Still, the Trump administration is doing everything it can to undermine these legal protections. Some of its bullying efforts against state and local governments have involved relatively straightforward attempts to enforce its positions through litigation, such as the suits against Chicago, New York, Los Angeles, and Denver asserting dubious claims that cooperation with ICE is mandatory. In other cases, it has adopted more extreme procedural tactics. This June, for example, the administration sued Texas to challenge the state’s law granting in-state tuition to undocumented residents (yes, this is in fact the law in Texas). Rather than defend the state’s law, Texas Attorney General Ken Paxton immediately conceded to an injunction against it, settling the case within hours of its filing. This quick “deal” was a victory for both Trump and Paxton, at the expense of the state’s legislative process. And in February, the administration took the radical step of not only withholding federal funds for sanctuary cities—a move jurisdictions have litigated under both Trump 1.0 and 2.0—but clawing back FEMA grant money directly from New York City’s bank account

In short, state and local governments that are not interested in becoming subsidiaries of ICE find themselves in a similar position to the targets of Trump’s extortion tactics in the private and non-profit sectors.
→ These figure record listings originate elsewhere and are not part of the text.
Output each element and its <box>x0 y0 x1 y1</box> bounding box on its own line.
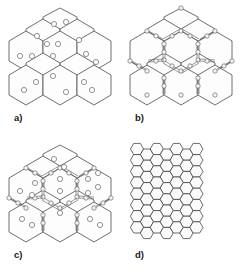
hex-cell <box>190 143 203 154</box>
panel-b-hex-cells <box>130 8 232 105</box>
panel-d: d) <box>121 137 242 274</box>
panel-b-label: b) <box>135 112 144 124</box>
hex-cell <box>190 155 203 166</box>
hex-cell <box>190 166 203 177</box>
panel-a-diagram <box>0 0 121 116</box>
hex-cell <box>190 211 203 222</box>
figure-hexagonal-lattice-models: a) <box>0 0 243 274</box>
panel-b-diagram <box>121 0 242 116</box>
panel-d-diagram <box>121 137 242 253</box>
hex-cell <box>190 222 203 233</box>
panel-c-diagram <box>0 137 121 253</box>
panel-d-hex-mesh <box>130 143 203 238</box>
hex-cell <box>190 177 203 188</box>
panel-a: a) <box>0 0 121 137</box>
panel-c: c) <box>0 137 121 274</box>
hex-cell <box>190 188 203 199</box>
panel-c-label: c) <box>14 249 22 261</box>
hex-cell <box>190 199 203 210</box>
panel-b: b) <box>121 0 242 137</box>
panel-a-label: a) <box>14 112 22 124</box>
panel-d-label: d) <box>135 249 144 261</box>
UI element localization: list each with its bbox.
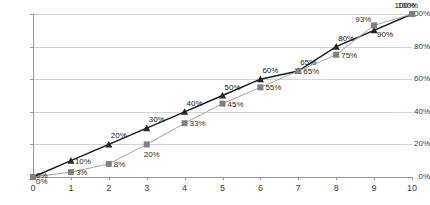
data-point-marker <box>220 101 226 107</box>
data-point-marker <box>333 52 339 58</box>
data-point-marker <box>105 141 112 148</box>
data-point-label: 8% <box>114 161 126 169</box>
data-point-marker <box>257 84 263 90</box>
data-point-marker <box>295 68 301 74</box>
data-point-label: 33% <box>190 120 206 128</box>
data-point-marker <box>181 108 188 115</box>
data-point-marker <box>144 141 150 147</box>
data-point-marker <box>182 120 188 126</box>
data-point-label: 55% <box>265 84 281 92</box>
data-point-label: 20% <box>111 132 127 140</box>
data-point-label: 65% <box>303 68 319 76</box>
series-layer <box>0 0 430 205</box>
data-point-label: 75% <box>341 52 357 60</box>
data-point-marker <box>219 92 226 99</box>
data-point-label: 90% <box>377 31 393 39</box>
data-point-marker <box>371 22 377 28</box>
data-point-marker <box>409 11 415 17</box>
data-point-label: 45% <box>228 101 244 109</box>
data-point-label: 80% <box>338 35 354 43</box>
data-point-label: 20% <box>144 151 160 159</box>
data-point-marker <box>333 43 340 50</box>
data-point-marker <box>68 169 74 175</box>
data-point-label: 40% <box>187 100 203 108</box>
data-point-label: 10% <box>75 158 91 166</box>
data-point-label: 60% <box>262 67 278 75</box>
line-chart: 0%20%40%60%80%100% 012345678910 0%10%20%… <box>0 0 430 205</box>
data-point-marker <box>143 125 150 132</box>
data-point-label: 0% <box>36 178 48 186</box>
data-point-label: 30% <box>149 116 165 124</box>
data-point-label: 50% <box>225 84 241 92</box>
data-point-label: 93% <box>355 16 371 24</box>
data-point-marker <box>106 161 112 167</box>
data-point-label: 100% <box>398 2 418 10</box>
data-point-marker <box>67 157 74 164</box>
data-point-label: 3% <box>76 169 88 177</box>
data-point-label: 65% <box>300 59 316 67</box>
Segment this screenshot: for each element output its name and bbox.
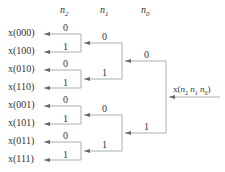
header-n2: n2 — [60, 4, 69, 18]
branch-label: 0 — [144, 49, 149, 60]
branch-label: 0 — [63, 94, 68, 105]
branch-label: 0 — [63, 130, 68, 141]
output-label: x(110) — [8, 81, 34, 92]
output-label: x(000) — [8, 27, 35, 38]
diagram-labels: n2 n1 n0 x(000) x(100) x(010) x(110) x(0… — [0, 0, 225, 172]
branch-label: 0 — [63, 22, 68, 33]
branch-label: 0 — [63, 58, 68, 69]
output-label: x(100) — [8, 45, 35, 56]
branch-label: 1 — [102, 67, 107, 78]
output-label: x(010) — [8, 63, 35, 74]
output-label: x(111) — [8, 153, 34, 164]
branch-label: 0 — [102, 31, 107, 42]
header-n1: n1 — [100, 4, 109, 18]
input-label: x(n2 n1 n0) — [173, 84, 211, 96]
header-n0: n0 — [141, 4, 150, 18]
branch-label: 1 — [63, 41, 68, 52]
branch-label: 1 — [63, 77, 68, 88]
branch-label: 1 — [63, 149, 68, 160]
branch-label: 1 — [63, 113, 68, 124]
branch-label: 1 — [144, 121, 149, 132]
branch-label: 1 — [102, 139, 107, 150]
output-label: x(101) — [8, 117, 35, 128]
output-label: x(011) — [8, 135, 34, 146]
branch-label: 0 — [102, 103, 107, 114]
output-label: x(001) — [8, 99, 35, 110]
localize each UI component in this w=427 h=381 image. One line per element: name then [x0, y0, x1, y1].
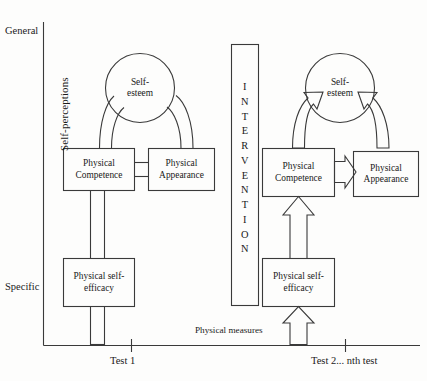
- pre-physical-appearance-label: Physical Appearance: [148, 148, 215, 191]
- pre-edge-appearance-esteem-outer: [176, 96, 193, 149]
- y-axis-bottom-label: Specific: [5, 281, 39, 293]
- intervention-letter: I: [233, 213, 257, 228]
- post-physical-self-efficacy-line1: Physical self-: [273, 271, 324, 282]
- intervention-letter: R: [233, 139, 257, 154]
- post-arrow-efficacy-competence: [283, 197, 314, 259]
- x-tick-label-test-1: Test 1: [110, 355, 135, 367]
- pre-edge-appearance-esteem-inner: [167, 107, 181, 148]
- intervention-label: I N T E R V E N T I O N: [233, 80, 257, 257]
- pre-physical-competence-line2: Competence: [76, 170, 123, 181]
- x-tick-label-test-2: Test 2... nth test: [311, 355, 377, 367]
- pre-edge-competence-esteem-inner: [112, 108, 125, 149]
- post-self-esteem-line1: Self-: [331, 77, 349, 88]
- intervention-letter: N: [233, 242, 257, 257]
- diagram-canvas: General Specific Self-perceptions Test 1…: [0, 0, 427, 381]
- post-physical-self-efficacy-line2: efficacy: [283, 283, 313, 294]
- intervention-letter: E: [233, 169, 257, 184]
- post-self-esteem-line2: esteem: [327, 88, 353, 99]
- intervention-letter: E: [233, 124, 257, 139]
- post-arrow-measures-efficacy: [283, 307, 314, 345]
- pre-physical-self-efficacy-line1: Physical self-: [74, 271, 125, 282]
- pre-self-esteem-line1: Self-: [131, 77, 149, 88]
- post-physical-appearance-line1: Physical: [370, 163, 402, 174]
- pre-physical-appearance-line2: Appearance: [159, 170, 204, 181]
- pre-physical-appearance-line1: Physical: [166, 158, 198, 169]
- post-physical-appearance-label: Physical Appearance: [353, 151, 419, 197]
- y-axis-top-label: General: [5, 25, 38, 37]
- post-self-esteem-label: Self- esteem: [306, 68, 374, 108]
- intervention-letter: V: [233, 154, 257, 169]
- intervention-letter: T: [233, 110, 257, 125]
- intervention-letter: I: [233, 80, 257, 95]
- post-physical-competence-label: Physical Competence: [262, 148, 335, 197]
- intervention-letter: T: [233, 198, 257, 213]
- pre-physical-competence-label: Physical Competence: [63, 148, 135, 191]
- intervention-letter: O: [233, 228, 257, 243]
- post-physical-appearance-line2: Appearance: [364, 174, 409, 185]
- pre-physical-competence-line1: Physical: [83, 158, 115, 169]
- intervention-letter: N: [233, 183, 257, 198]
- pre-physical-self-efficacy-label: Physical self- efficacy: [63, 258, 135, 307]
- pre-physical-self-efficacy-line2: efficacy: [84, 283, 114, 294]
- pre-self-esteem-label: Self- esteem: [106, 68, 174, 108]
- physical-measures-label: Physical measures: [195, 325, 263, 335]
- post-physical-competence-line2: Competence: [275, 173, 322, 184]
- pre-self-esteem-line2: esteem: [127, 88, 153, 99]
- intervention-letter: N: [233, 95, 257, 110]
- post-physical-self-efficacy-label: Physical self- efficacy: [262, 258, 335, 307]
- post-physical-competence-line1: Physical: [283, 161, 315, 172]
While as a matter of constitutional law these governments may formally enjoy greater protections, the effectiveness of these federal protections may depend on the willingness of smaller states and cities to incur the costs the administration has imposed on them. The Supreme Court’s decision in Trump v. CASA, Inc. may also change some of this calculus, to the extent that jurisdictions that choose not to sue the administration for fiscal or political reasons cannot benefit from the injunctions secured by those that do. In other words, as is so often the case, we are left waiting to see what Trump can ultimately get away with.